I chuckled. “How about some wine? These Church of Light fellas always have ‘holy’ wine with them, and I’m guessing you guys are as tired as me of that fiery pirate grog?”
Everyone was eager to wet their whistles after the battle, so we headed down into the hold. Sure enough, there were plenty of barrels of good-quality wine down there. A few were from Erst, and when Elyse saw them, a look of sadness crossed her face.
“You’ll return to your bishopric, Elyse,” I sai
d to her. “Once we’ve defeated the Blood God and crushed Elandriel and whichever other assholes in the Church supported this Crusade against me.”
“The more time I spend with you,” she replied, “the more I question whether I should, or could, return to my previous position. I keep thinking about your youth, when your greatest desire was to become a Consecrated Knight. Elandriel’s scorn and rejection of your wishes completely turned your view of the Church around and set you off on an entirely different path. You once were fiercely devoted to serving the Church and the Lord of Light. But you changed. I think. . . I think I might be changing, too. Maybe it’s time for me to find my own path, as you did.”
“Whatever you want to do,” I said, “there will always be a place for you by my side in the Temple of Necrosis.”

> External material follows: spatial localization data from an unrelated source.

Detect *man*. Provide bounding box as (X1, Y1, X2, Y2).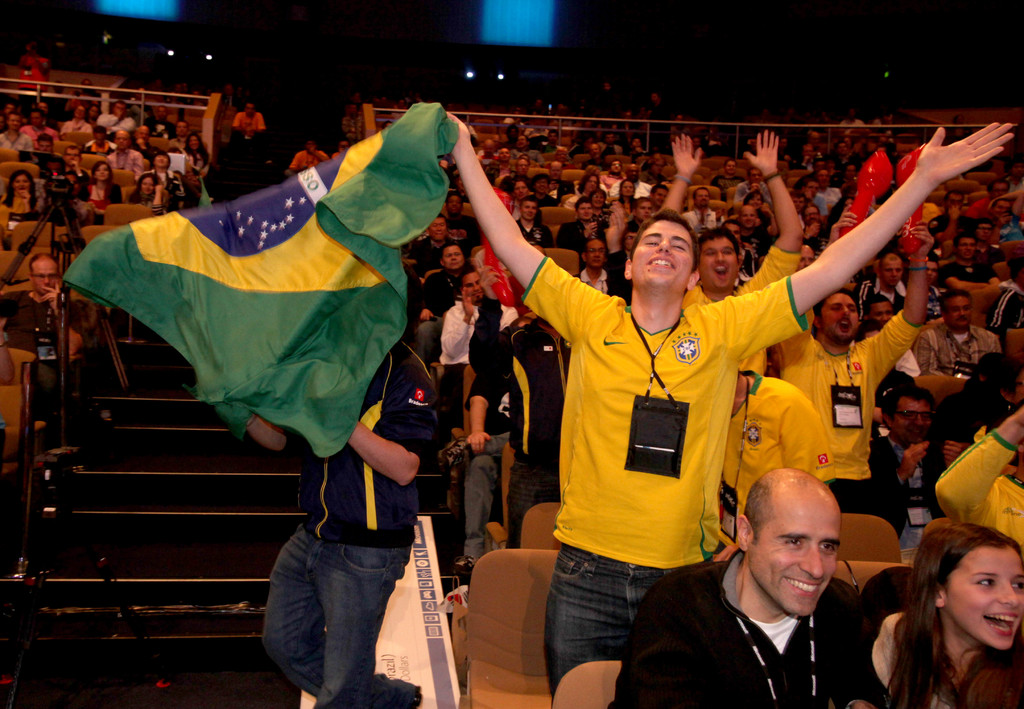
(633, 195, 652, 221).
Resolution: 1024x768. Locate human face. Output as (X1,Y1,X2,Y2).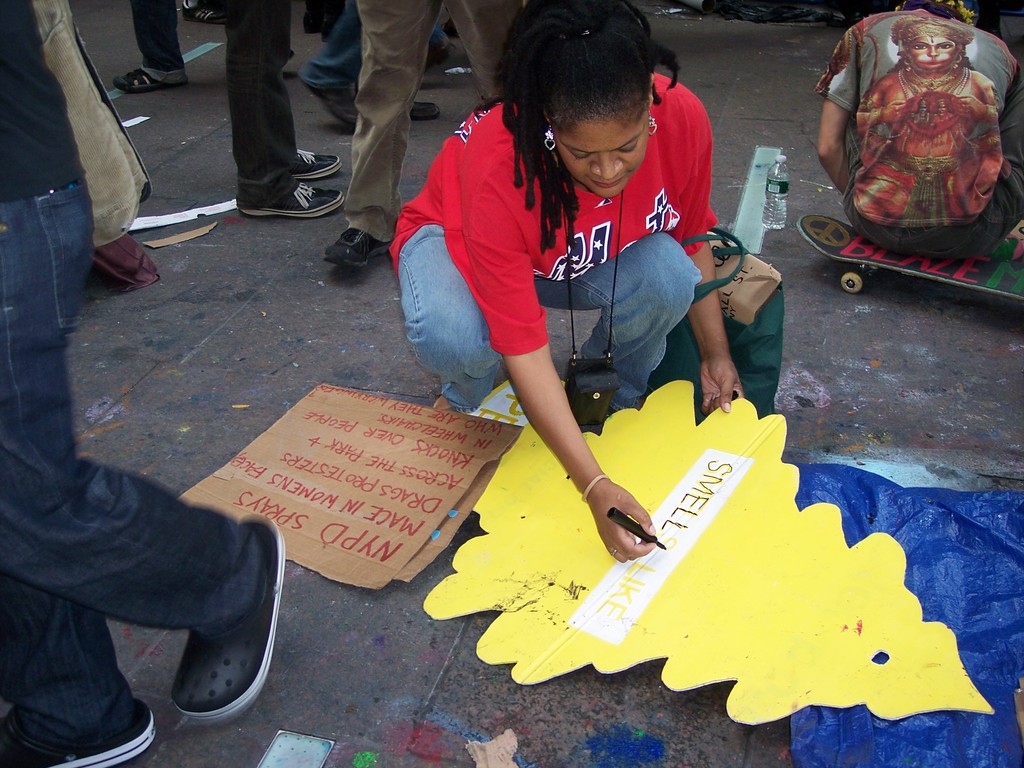
(556,111,652,197).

“Thank you, Vance,” she said as she wrapped her arms around my shoulders.
I felt like now might be a good time to celebrate my battle victory, alone with Elyse, behind the locked door of this captain’s cabin. From the unmistakable gleam in her eyes, I could tell she felt the same way. But before I could lean in and plant my lips on hers, something tickled my attention.
I could sense the presence of death, human death, out on the ocean. But it wasn’t the corpses of Transcendent Sails sailors floating in the water around the warships. The human dead I could sense were much farther away than that, a few miles at least. We were far from any landmass too.
“As much as I’d like some alone time with you right now, Elyse,” I said to her, “there’s something I need to investigate quickly.”
“It’s no problem. You are now captain of a fleet, after all,” she said, the disappointment plain in her tone.
I closed my eyes and sent my mind into Talon. I flew out over the open sea, scanning the waves below me. After three or four miles, I saw where the death signal was coming from: a small dinghy, adrift on the ocean. I flew Talon down lower to get a closer look at the vessel. It was full of dead bodies—all Yengishmen, it seemed. They were far out of the way of the course my ships were on, so it wouldn’t have made much sense to raise them as skeletons or zombies. I could have ordered Talon to bring a corpse back to me so that I could touch it and learn what happened at their time of death, but I doubted it would tell me much. These folks had obviously died from hunger and thirst, and possibly exposure. I wouldn’t learn anything from them by using my magic in this way.